Let the Sunshine In — Review

Let the Sunshine In.jpg
Juliette Binoche in a scene from Claire Denis’s Let the Sunshine In

3Star

The film moves with a jazzy, flowing style, almost to the point of feeling piecemeal, but Binoche’s performance is too arresting to  keep us at bay for very long.”

by Ken Bakely

Throughout Claire Denis’s Let the Sunshine In, there’s this constant feeling that everyone treats Isabelle (Juliette Binoche) as a concept, rather than a person. A middle-aged, divorced artist in Paris, she roams from relationship to relationship, hoping for man to connect with and truly fall in love, but they’re all quite awful. From a snobbish banker (Xavier Beauvois) to a disaffected, alcoholic actor (Nicolas Devauchelle), it’s as if she’s adrift in a world of jerks, left to examine the relationships between others, herself, and her art all alone. Yet Binoche and Denis find great room for expressive creations in Isabelle’s depressing introduction. Throughout this deft and humorous character piece, they form a portrait less about some specific details of modern love, and more about what it means to examine the ideas and constructs that fuel such a search in the first place.

The film moves with a jazzy, flowing style, almost to the point of feeling piecemeal, but Binoche’s performance is too arresting to  keep us at bay for very long. And anyway, Isabelle is a character that a more rigorously structured movie wouldn’t know what to do with. She’s experienced enough to explore the balance between her physical actions and their emotional implications, and takes the time to understand new developments, mistakes, and surprises in the context of a richly textured life story. Let the Sunshine In doesn’t offer any trite digressions or simple solutions to her quest for romantic fulfillment, because it knows that would be a sellout of the character that Binoche so breezily brings to life. It’s telling that there are very few scenes of Isabelle actually making art: Denis doesn’t feel as if she needs to establish her protagonist’s place within her profession. After all, it’s implied that her lifelong devotion to such continual expression is, with mixed results, already on display through the active development of her love life.

Let the Sunshine In applies its careful-yet-lively gaze in other ways: Agnès Godard’s soft-edged cinematography further decries the sharp proclamations that would mark a more obvious interpretation of this story, and there’s no more compact thesis of the movie’s complex emotional core than its repeated usage of Etta James’s “At Last,” with its swooning lyrics vacillating between tenable promises and fantastical taunts. Though the film may be both romantic and comedic, it’s far more questioning of its own cultural premise than the traditional romantic comedy. Eventually, Denis posits that these searches for love are all part of a creation that we participate in to create order from the otherwise abstract rhythms of life. The film doesn’t find despair in that conclusion, but rather, an opportunity to explore the perspective of people within the movie’s world. We observe transitions solely in the cuts from scene to scene, without any clean act breaks to form a tight narrative. There’s something liberating about the whole thing. The awkward scenes feel darkly funny, the funny moments feel more awkward, and there’s a clarity to the experience that only comes from pulling back.

It continues to the last scene, which has Isabelle seek the advice of a psychic (Gérard Depardieu), and during their conversation – uncharacteristically cut as a precise two-hander – the credits roll. The first titles slink in, unenforced, almost as if the fourth wall has been reverse-broken, like we are the ones who have called attention to the movie’s existence. Then the full credit scroll proceeds as the conversation peacefully carries on. Let the Sunshine In summarizes its approach to its subject matter with this decision: the formal ideas of fatalistic love stories are as irrelevant as the line between the end of the plot and the end of the film. Isabelle is on a lifelong search for her own definitions and understandings of love, and she knows that these aren’t the kind of things that neatly resolve themselves all at once. But as simple a truth that is to memorize, it’s a near-existential implication that so rarely manifests itself onscreen, and even more rarely with such clear-eyed effectiveness. There may not be any overriding intentions that move the film beyond the exact sum of its parts, but when those parts include Denis’s direction and Binoche’s acting, it’s hard to complain about the achievements as they stand.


= WORK TASK =
Which of the lines below contain the string "Imagery"? Copy each one.
━━━━━━
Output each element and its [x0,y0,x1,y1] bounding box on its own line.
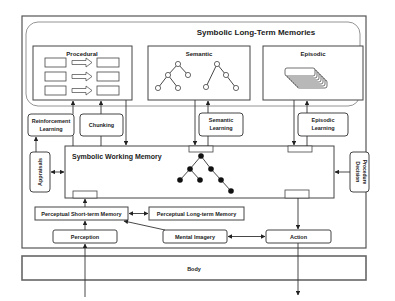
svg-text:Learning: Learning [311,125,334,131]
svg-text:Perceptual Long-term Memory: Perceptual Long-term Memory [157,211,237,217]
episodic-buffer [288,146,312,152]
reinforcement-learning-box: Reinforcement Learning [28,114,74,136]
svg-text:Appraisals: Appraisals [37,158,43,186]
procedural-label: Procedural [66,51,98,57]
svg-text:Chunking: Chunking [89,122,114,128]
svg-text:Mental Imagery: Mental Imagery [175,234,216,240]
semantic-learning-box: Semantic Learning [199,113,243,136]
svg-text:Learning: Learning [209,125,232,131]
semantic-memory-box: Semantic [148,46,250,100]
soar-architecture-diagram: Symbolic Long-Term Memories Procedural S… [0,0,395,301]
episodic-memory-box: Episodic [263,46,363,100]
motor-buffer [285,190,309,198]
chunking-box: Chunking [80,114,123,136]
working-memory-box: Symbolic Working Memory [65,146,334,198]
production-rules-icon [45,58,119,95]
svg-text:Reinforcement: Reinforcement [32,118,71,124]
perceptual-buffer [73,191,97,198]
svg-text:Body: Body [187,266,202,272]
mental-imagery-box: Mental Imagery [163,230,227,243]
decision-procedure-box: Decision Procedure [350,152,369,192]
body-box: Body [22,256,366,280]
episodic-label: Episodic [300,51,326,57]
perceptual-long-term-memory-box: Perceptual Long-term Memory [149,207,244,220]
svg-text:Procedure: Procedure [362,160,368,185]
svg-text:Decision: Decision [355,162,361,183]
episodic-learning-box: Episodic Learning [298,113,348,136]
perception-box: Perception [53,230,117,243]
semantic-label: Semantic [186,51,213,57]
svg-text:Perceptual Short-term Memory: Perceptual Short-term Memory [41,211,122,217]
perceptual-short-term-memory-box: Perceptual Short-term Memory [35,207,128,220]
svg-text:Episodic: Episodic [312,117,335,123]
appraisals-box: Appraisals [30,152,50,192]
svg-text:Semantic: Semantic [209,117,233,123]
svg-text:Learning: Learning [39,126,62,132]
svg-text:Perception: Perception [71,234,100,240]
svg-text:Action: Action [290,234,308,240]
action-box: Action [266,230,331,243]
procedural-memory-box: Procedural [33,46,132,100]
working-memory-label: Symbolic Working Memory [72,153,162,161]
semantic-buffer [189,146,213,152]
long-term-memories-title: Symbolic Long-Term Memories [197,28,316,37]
━━━━━━
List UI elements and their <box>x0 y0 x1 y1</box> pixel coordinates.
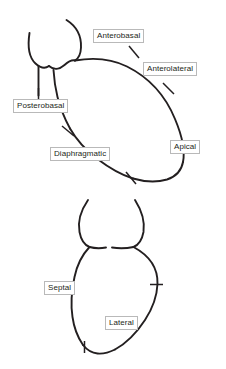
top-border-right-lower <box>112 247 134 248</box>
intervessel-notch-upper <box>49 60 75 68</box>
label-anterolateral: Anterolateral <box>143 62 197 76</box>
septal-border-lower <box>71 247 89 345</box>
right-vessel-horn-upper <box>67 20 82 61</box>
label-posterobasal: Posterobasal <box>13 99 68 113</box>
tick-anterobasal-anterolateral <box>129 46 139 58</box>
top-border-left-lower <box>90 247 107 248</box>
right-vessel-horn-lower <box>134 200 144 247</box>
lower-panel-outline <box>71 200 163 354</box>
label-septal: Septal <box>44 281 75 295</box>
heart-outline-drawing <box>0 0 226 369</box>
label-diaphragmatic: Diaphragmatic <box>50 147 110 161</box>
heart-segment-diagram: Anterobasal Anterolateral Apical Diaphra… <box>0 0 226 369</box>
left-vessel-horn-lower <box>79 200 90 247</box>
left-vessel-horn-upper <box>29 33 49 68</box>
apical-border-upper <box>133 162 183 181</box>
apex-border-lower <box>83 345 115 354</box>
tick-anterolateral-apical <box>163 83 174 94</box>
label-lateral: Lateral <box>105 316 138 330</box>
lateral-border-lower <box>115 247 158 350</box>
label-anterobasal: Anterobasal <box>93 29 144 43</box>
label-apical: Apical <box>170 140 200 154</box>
━━━━━━
= WRITTEN SOLUTION =
svg-text:Mental Imagery: Mental Imagery [175,234,216,240]
mental-imagery-box: Mental Imagery [163,230,227,243]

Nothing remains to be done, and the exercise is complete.